Meal 9: Osso Buco

Meal 9 from Adria’s The Family Meal: Lime-marinated fish, osso buco, pina colada

This one was pretty uneventful, aside from trying to source fresh seabass in Alaska during December. All proportions were right with one exception, and putting it all together was straightforward as it could be. The one exception was the six cups of stock in the osso buco, and cooking it covered. One look after adding five cups of stock told me a parchment lid was in order for the first hour or so.

The kids WOLFED down the lime marinated fish — now dubbed “sourhead seabass.” Forgot to mention that the fish was “raw”. Same reaction to the Osso buco (substituted beef shank for the veal) and the pina colada.

Nice.

Cooking Ferran Adriá’s The Family Meal — The Errata

Meal 8: Eggplant Oddity.

Meal 8: Roasted eggplant w/miso dressing, sausages w/tomato sauce, creme Catalane


Well, I didn’t know it could be that way with eggplant. Roasted eggplant strips with a miso dressing — and served cold — pretty odd. Couldn’t find the Dashi Powder called for in the dressing, so I opted for “Japanese Soup base” bullion packets containing the usual suspects of seaweed, fish flake, and mushroom. Maybe I can get Dashi powder/base in Anchorage.

Otherwise, all the proportions were right, and the other two parts went without incident. Probably one of the most straightforward set of dishes yet.

Cooking Ferran Adriá’s The Family Meal — The Errata

Meal Seven — Translator’s Revenge

Meal 7: Saffron risotto w/mushrooms, Catalan style turkey, Yogurt foam w/strawberries

Well, it finally dawned on me — Adria obviously knows how to cook; he apparently just wants to know if we “want it” bad enough to be able to cook through the constant errors in The Family Meal.


Fair enough. I think I went through my toolmaker apprenticeship like that. I remember thinking, hey, it just feels like they don’t hate you; they just want you to appreciate being in their club. In reality — it’s all about having the chops to cope. The curveballs are just there to keeep you on your toes.

Anyway — a pretty good meal despite one serious curveball: the timeline shorts you about an hour on the turkey dish. No kidding — just when you thought the crack team of third-world copyeditors could only screw you on the proportions, they sandbagged me on the meal timeline on the title spread with all the ingredients. “Make turkey ahead 1 1/2 hours before the start of the meal and keep warm.” The recipe clearly calls for simmering for 1 1/2 hours AFTER you’ve browned turkey and caramelized the onions. The irony is that the proportions were solid this time — even the ratio of stock to rice for the risotto.

For the dessert, I bought a CO2 gun/canister thingy, which worked like a charm. Just shake, keep your fat content high, and your temperature cold.

All in all, the flavors really worked, and the proportions were about right. 

Cooking Ferran Adriá’s The Family Meal — The Errata

Meal Six — Wild West Macaroons

Potato chip omelet, pork loin w/ peppers, coconut macaroons


Well, two for two — went and cooked meal six. The omelet was tricky to pull off in terms of how long to cook,  and when to flip it. Ended up pulling in the edges to help the top set — since the “40 seconds” for the first side called out in the book was not the kind of magic my stove was capable of….


….maybe some magic pixie dust would have helped.


At any rate, I covered the skillet (maybe the “10 inch diameter” was for the smallest serving size??) and the eggs ended up cooking well. The pork loin worked well as well — very straightforward. Maybe some salt at the end, and definitely eat the peppers with each bite of pork.


The macaroons, however were a masterpiece of recipe sabotage. Without using weight, depending on the cut of coconut, you will end up with a tray of continuous coconut brownies. (As we did) Phaidon needs to step up and fix these screw ups — for heaven’s sake let’s get some accurate measurements here, is an errata page so much to ask?


I will say that the coconut carnage tasted pretty good.






















Cooking Ferran Adriá’s The Family Meal — The Errata

Meal 5

Polenta & parmesan gratin, sesame sardines w/carrot salad, mango w/white chocolate yogurt


Another solid meal, with the usual caveats: Beware the Recipe Errors. The water called for in the Polenta differed wildly from the package instructions, and the proportions for the vinaigrette in the carrot salad have been hideously mangled in translation. Using Ruhlman’s proportions for a vinaigrette saved the dish for 6-8 from a horrible death. I had to substitute smelt for the herring, and other than having to prep 5x the number of fish due to their small size — it all worked.


Otherwise the flavors and amounts were great — another solid meal. I wish Phaidon would acknowledge the errata issues, and respond to emails/issue a fix. But then sometimes the lure isn’t meant to catch the fish at all, maybe it’s just meant to catch the fisherman.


- What to do
Search the entries below for the word "month" and copy every line where it appears.

++++++++++

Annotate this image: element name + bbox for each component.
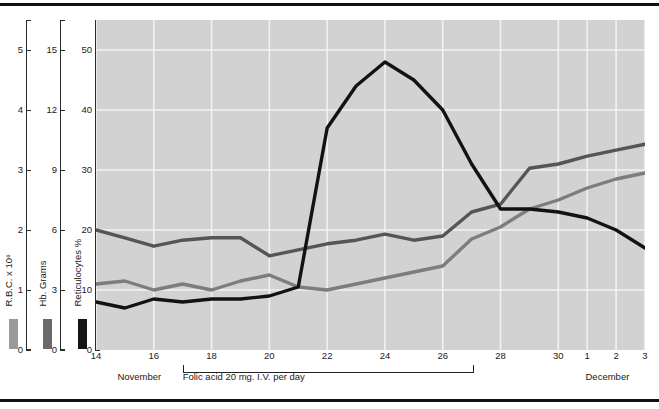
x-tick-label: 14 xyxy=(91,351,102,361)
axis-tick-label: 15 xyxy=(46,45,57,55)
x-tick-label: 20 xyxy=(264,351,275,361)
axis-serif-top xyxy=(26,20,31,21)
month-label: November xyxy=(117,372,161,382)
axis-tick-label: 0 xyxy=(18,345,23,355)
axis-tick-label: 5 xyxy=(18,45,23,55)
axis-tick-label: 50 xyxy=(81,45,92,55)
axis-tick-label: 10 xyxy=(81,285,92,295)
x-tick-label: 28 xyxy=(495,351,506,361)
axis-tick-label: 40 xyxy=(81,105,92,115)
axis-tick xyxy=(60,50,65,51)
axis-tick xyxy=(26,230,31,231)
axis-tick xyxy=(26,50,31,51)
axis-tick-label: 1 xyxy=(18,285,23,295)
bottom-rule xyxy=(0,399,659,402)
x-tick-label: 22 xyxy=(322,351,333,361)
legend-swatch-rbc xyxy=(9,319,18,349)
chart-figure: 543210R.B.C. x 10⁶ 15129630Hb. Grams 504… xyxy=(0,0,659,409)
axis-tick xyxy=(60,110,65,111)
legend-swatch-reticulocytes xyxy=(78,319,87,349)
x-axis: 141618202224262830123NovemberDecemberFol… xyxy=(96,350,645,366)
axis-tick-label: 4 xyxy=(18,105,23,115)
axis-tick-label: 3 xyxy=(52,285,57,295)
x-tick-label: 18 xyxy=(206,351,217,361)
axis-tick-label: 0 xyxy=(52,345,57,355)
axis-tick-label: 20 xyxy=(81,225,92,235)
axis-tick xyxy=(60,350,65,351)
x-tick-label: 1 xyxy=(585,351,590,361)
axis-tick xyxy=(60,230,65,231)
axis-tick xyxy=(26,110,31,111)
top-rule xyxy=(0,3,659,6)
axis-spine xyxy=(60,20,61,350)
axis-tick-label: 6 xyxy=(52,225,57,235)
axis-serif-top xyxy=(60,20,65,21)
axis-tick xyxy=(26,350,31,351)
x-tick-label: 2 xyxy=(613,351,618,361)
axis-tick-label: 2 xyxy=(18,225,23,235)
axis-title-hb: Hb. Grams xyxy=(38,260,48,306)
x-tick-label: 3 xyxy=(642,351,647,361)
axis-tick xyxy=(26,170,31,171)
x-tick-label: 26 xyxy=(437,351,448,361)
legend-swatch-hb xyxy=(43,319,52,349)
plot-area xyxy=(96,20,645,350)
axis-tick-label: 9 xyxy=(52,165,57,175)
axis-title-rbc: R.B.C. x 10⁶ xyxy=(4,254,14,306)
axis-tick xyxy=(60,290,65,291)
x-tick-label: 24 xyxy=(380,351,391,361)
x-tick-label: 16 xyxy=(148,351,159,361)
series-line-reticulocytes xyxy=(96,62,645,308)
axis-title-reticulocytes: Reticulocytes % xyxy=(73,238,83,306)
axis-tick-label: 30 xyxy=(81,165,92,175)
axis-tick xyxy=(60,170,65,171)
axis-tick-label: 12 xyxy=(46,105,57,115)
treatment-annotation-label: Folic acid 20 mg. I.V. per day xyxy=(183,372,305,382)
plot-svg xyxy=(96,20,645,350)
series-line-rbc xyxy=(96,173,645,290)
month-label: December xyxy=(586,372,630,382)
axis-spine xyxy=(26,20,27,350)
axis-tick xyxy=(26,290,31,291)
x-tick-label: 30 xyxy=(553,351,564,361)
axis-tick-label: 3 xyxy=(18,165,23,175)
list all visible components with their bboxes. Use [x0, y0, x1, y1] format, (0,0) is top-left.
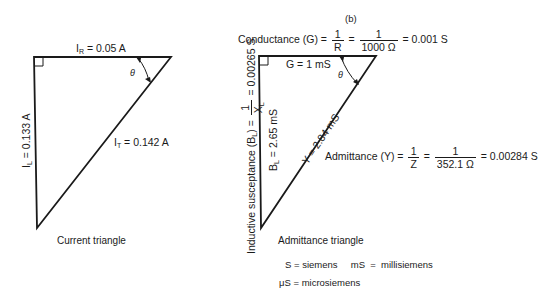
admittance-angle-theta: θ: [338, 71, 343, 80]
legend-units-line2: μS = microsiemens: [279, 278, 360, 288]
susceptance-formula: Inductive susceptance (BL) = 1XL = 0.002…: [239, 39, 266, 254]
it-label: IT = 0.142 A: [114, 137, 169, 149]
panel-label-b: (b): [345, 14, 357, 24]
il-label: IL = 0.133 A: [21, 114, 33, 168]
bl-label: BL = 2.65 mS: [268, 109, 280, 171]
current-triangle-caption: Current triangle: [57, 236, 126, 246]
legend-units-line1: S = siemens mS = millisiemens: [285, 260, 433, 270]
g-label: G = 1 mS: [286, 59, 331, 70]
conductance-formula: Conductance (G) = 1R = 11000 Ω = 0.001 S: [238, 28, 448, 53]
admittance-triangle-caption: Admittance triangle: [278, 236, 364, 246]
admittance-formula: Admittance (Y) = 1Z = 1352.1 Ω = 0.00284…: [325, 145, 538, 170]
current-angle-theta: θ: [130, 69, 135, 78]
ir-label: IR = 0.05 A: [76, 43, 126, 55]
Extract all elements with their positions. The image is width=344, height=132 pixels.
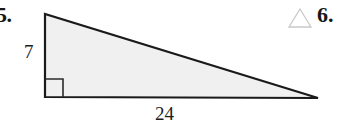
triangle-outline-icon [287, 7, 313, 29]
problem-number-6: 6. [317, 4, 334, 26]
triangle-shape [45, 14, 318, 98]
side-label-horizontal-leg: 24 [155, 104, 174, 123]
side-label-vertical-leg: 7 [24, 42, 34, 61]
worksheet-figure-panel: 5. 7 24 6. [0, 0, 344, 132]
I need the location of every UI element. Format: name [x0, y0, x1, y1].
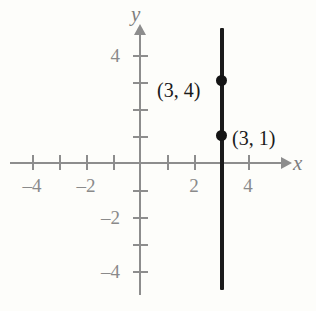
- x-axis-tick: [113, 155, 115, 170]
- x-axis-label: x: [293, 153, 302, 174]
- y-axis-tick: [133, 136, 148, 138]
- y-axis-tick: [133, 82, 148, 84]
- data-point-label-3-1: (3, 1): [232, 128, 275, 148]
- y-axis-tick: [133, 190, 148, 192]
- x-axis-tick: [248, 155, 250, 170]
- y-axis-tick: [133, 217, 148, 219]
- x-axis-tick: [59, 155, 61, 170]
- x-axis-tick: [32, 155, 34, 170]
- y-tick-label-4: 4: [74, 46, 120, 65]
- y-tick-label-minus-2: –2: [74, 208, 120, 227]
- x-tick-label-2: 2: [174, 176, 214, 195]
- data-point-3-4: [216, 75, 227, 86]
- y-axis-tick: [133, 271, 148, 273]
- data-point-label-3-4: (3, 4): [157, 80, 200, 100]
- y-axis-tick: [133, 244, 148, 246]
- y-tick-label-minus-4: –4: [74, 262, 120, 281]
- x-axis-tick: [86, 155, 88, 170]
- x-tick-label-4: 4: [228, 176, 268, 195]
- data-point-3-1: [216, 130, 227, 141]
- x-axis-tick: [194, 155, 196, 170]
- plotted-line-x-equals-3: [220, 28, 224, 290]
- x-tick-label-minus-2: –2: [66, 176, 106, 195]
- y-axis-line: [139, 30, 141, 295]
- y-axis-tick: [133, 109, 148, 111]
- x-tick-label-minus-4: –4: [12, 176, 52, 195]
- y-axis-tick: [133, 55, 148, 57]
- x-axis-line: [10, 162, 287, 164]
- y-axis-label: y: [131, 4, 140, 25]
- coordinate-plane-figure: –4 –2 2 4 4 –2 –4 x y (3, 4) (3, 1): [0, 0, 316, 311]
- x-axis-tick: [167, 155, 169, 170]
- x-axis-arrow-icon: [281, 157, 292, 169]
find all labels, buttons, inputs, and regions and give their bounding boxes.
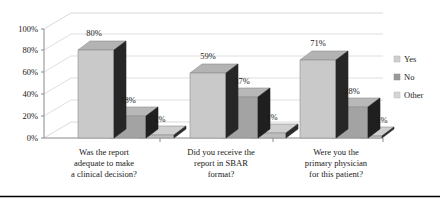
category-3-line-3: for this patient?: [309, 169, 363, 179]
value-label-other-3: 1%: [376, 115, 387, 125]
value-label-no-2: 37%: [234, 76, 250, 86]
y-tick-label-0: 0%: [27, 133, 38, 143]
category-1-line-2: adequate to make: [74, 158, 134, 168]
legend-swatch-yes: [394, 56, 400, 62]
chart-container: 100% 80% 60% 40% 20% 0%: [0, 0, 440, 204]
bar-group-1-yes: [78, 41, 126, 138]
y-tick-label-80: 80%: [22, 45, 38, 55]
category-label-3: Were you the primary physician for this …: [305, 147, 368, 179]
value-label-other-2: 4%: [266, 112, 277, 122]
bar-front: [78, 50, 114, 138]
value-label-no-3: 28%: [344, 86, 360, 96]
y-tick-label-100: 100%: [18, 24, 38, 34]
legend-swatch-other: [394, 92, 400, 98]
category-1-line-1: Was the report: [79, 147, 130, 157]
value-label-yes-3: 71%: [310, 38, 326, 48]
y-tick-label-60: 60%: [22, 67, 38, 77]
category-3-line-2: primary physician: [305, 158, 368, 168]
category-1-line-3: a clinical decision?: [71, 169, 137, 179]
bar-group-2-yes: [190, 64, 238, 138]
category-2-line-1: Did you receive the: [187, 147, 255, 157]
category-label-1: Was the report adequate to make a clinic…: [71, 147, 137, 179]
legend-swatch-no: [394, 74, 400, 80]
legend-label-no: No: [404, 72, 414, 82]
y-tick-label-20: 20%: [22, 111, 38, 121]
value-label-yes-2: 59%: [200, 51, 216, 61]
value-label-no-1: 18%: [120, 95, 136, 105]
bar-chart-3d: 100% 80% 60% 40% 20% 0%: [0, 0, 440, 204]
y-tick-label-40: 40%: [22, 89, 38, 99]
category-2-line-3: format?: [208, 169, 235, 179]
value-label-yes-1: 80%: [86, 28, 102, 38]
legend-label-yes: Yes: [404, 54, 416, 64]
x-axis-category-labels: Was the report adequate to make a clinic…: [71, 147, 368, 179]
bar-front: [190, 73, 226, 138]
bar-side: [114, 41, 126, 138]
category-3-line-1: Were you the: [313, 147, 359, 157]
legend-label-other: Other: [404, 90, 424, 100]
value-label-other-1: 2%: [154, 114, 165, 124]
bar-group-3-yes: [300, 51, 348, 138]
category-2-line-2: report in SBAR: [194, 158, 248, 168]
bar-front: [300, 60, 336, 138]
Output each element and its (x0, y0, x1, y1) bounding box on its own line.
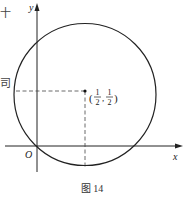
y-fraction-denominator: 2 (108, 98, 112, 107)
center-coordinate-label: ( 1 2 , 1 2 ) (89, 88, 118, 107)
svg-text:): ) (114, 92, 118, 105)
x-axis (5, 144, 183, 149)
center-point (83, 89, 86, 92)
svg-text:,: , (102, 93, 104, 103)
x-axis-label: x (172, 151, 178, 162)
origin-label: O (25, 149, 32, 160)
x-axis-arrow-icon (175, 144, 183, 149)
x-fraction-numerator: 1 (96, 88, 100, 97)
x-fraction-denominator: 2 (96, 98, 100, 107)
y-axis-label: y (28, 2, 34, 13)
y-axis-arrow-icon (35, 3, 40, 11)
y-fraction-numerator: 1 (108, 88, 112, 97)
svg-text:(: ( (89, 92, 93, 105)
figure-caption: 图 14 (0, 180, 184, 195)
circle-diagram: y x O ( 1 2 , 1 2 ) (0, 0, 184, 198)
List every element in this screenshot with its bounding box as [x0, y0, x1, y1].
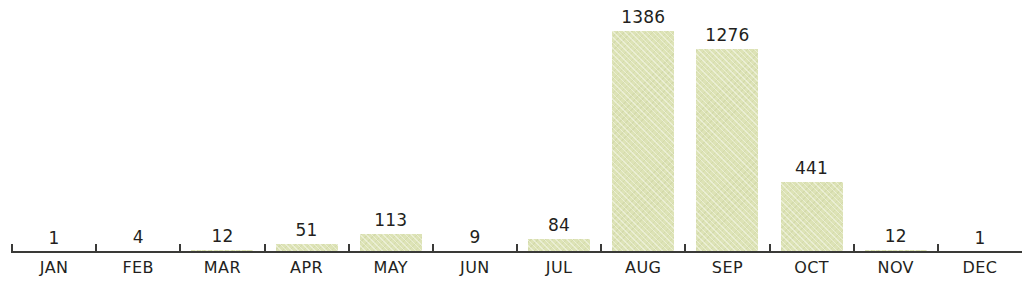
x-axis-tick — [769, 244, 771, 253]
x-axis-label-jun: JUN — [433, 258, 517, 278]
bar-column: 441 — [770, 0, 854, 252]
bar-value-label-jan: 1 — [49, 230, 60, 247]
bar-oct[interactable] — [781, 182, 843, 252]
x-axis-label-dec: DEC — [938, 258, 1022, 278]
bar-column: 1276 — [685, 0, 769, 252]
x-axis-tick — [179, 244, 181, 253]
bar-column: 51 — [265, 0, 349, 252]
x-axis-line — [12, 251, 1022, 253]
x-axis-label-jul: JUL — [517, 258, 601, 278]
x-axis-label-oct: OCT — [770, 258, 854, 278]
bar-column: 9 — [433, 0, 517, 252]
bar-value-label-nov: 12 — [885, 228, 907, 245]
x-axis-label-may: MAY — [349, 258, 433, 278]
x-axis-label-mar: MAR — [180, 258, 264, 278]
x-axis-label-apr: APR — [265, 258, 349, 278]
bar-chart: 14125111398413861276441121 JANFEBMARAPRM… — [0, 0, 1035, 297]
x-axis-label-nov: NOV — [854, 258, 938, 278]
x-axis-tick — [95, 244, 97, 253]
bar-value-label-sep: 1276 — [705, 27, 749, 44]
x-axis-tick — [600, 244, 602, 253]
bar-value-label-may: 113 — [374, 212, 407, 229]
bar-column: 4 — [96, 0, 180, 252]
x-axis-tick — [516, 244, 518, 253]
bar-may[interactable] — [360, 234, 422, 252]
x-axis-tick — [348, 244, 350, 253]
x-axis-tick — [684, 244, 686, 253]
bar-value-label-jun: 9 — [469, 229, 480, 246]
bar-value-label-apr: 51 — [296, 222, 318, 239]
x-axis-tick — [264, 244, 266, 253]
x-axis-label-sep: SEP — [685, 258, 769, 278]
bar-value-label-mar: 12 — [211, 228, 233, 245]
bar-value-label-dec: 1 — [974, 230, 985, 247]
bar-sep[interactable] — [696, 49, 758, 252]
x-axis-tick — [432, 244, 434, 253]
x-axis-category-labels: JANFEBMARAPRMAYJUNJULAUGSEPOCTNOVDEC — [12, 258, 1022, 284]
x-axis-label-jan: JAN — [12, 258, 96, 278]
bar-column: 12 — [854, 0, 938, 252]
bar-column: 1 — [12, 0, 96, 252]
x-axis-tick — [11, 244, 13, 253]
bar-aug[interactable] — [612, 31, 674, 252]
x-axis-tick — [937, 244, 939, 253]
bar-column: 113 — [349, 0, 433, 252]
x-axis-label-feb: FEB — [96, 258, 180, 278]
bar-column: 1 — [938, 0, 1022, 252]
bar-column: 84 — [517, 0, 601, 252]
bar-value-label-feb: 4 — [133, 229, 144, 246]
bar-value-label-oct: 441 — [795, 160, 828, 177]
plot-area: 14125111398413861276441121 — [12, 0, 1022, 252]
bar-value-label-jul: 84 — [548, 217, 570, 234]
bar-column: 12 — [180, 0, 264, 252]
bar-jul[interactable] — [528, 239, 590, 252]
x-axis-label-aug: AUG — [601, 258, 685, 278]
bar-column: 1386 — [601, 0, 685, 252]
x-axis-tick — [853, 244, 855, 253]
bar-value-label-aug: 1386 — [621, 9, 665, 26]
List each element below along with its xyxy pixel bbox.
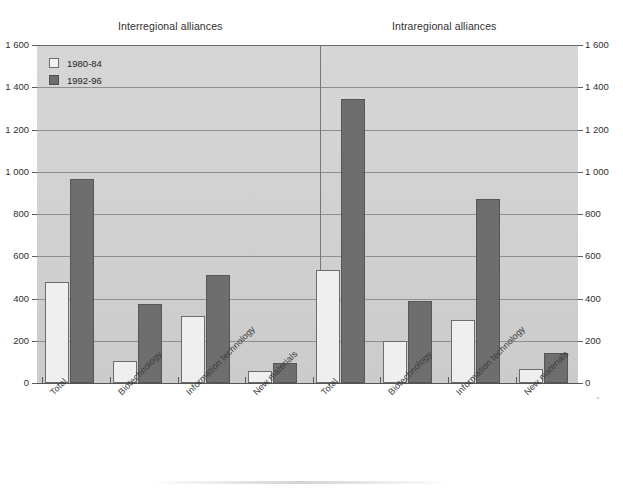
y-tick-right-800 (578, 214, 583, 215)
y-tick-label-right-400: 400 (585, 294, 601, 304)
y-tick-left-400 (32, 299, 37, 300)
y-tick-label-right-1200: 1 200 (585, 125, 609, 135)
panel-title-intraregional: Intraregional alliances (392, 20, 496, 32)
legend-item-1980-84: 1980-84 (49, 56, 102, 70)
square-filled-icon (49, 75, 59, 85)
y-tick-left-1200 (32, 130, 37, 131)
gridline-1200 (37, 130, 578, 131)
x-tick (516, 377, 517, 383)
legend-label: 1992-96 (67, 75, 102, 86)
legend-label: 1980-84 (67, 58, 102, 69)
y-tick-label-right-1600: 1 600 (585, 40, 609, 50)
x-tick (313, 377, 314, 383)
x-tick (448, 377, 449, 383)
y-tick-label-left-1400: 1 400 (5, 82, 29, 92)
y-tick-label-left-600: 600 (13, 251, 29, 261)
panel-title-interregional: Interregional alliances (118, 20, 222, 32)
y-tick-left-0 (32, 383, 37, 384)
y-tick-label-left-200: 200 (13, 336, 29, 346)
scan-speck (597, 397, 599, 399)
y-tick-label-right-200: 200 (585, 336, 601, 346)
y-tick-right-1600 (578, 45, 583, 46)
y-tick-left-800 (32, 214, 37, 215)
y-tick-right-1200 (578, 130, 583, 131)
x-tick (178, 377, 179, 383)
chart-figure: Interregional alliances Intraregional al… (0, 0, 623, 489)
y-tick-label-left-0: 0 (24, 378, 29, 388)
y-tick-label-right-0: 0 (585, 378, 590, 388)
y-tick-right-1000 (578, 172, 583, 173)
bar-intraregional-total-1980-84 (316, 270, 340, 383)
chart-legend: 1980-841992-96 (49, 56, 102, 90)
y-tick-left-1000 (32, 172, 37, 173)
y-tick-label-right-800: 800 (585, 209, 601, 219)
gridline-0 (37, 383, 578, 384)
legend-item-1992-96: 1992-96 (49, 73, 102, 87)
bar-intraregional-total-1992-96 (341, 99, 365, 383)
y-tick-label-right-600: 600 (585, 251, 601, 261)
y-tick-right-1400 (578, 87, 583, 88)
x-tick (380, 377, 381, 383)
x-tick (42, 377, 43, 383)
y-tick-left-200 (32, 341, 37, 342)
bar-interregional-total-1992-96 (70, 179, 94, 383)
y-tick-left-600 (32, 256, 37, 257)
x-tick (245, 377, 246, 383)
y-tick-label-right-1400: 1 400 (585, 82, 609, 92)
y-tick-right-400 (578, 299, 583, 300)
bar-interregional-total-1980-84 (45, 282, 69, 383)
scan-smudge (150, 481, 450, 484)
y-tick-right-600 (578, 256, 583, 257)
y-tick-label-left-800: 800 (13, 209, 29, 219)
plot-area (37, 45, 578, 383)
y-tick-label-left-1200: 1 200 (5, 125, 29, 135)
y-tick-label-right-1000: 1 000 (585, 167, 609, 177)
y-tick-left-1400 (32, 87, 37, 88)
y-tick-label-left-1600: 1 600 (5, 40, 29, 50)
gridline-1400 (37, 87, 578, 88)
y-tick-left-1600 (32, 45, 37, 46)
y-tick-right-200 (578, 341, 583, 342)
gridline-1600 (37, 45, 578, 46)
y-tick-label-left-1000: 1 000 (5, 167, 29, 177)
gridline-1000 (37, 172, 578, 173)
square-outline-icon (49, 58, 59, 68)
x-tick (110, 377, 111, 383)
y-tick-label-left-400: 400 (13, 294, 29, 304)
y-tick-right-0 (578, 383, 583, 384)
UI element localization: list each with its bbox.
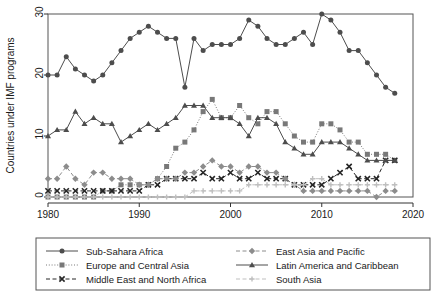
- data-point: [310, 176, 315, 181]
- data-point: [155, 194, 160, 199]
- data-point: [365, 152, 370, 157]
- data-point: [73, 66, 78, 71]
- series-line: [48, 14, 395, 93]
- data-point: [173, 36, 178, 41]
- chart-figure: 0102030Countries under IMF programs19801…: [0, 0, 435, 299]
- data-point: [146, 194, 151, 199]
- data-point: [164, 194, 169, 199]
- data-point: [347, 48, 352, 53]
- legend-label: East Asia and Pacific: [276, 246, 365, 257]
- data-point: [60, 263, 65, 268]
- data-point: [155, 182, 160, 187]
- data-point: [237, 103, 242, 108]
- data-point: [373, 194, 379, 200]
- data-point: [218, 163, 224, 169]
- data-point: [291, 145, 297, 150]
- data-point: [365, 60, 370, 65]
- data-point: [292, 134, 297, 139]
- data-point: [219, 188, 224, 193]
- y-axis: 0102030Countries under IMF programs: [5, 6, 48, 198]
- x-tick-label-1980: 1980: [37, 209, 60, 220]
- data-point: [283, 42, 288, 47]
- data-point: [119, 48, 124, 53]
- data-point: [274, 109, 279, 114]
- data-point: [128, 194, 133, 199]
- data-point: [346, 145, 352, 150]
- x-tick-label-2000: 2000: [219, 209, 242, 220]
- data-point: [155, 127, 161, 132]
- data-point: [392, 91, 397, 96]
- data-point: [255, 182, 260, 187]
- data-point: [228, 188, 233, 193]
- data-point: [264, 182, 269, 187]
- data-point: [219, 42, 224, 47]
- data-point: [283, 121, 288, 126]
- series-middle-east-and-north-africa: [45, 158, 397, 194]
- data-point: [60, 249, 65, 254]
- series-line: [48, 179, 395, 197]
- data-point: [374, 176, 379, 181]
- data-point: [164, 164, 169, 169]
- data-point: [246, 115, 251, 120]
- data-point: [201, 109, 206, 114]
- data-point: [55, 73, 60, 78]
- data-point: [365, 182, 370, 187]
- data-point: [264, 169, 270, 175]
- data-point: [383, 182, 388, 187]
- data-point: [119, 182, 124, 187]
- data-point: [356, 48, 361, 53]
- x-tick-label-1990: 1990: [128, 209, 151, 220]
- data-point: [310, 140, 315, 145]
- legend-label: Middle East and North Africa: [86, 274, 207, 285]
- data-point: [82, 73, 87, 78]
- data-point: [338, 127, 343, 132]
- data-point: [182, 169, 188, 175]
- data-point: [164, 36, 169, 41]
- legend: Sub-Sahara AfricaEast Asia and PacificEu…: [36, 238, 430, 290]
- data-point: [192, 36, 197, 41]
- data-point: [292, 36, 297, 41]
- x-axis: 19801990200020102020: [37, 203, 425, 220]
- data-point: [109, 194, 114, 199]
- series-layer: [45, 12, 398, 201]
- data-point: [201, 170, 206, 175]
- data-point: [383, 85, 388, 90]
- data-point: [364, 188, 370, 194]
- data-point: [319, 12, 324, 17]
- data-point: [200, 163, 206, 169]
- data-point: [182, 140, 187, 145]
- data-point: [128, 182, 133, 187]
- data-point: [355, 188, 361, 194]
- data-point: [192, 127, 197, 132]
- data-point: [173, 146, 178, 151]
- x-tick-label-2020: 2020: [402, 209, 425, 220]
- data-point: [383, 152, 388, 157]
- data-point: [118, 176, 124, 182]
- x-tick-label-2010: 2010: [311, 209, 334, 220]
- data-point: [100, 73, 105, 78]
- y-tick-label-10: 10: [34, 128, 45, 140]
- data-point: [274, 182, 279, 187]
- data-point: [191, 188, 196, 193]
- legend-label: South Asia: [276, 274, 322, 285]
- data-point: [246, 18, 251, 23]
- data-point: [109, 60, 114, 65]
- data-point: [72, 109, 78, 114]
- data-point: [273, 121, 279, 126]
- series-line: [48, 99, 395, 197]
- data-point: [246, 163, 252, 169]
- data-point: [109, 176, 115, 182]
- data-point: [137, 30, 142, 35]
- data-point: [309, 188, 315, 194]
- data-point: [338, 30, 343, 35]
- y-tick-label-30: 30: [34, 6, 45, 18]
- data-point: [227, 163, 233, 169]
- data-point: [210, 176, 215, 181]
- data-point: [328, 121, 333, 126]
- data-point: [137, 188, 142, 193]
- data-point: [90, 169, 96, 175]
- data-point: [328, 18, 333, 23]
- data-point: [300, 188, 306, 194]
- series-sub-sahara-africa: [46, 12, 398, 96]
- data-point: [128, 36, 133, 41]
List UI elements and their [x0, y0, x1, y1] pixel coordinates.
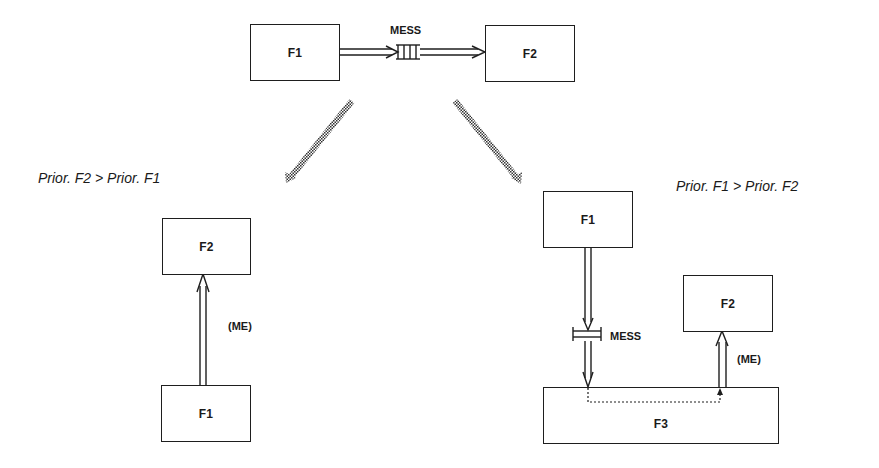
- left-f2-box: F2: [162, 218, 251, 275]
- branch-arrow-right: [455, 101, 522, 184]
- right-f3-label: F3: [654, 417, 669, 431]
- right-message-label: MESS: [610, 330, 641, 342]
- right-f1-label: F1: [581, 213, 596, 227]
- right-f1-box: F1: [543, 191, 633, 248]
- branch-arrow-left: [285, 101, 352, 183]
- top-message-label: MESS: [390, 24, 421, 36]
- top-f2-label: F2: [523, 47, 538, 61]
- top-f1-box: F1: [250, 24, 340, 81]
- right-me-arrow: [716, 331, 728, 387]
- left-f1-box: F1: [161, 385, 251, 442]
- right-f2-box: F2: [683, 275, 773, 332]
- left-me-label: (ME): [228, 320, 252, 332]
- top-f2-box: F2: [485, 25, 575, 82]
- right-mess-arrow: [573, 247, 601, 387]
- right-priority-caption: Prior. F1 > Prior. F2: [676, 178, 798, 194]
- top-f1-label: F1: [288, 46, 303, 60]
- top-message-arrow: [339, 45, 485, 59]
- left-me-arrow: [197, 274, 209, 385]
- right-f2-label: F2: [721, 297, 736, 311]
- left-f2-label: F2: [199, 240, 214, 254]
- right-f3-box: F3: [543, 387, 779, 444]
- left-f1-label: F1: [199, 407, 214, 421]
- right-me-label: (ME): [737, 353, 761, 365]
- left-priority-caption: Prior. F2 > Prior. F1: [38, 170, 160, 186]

++++++++++

- Exercise answer
month-label: November xyxy=(117,372,161,382)
month-label: December xyxy=(586,372,630,382)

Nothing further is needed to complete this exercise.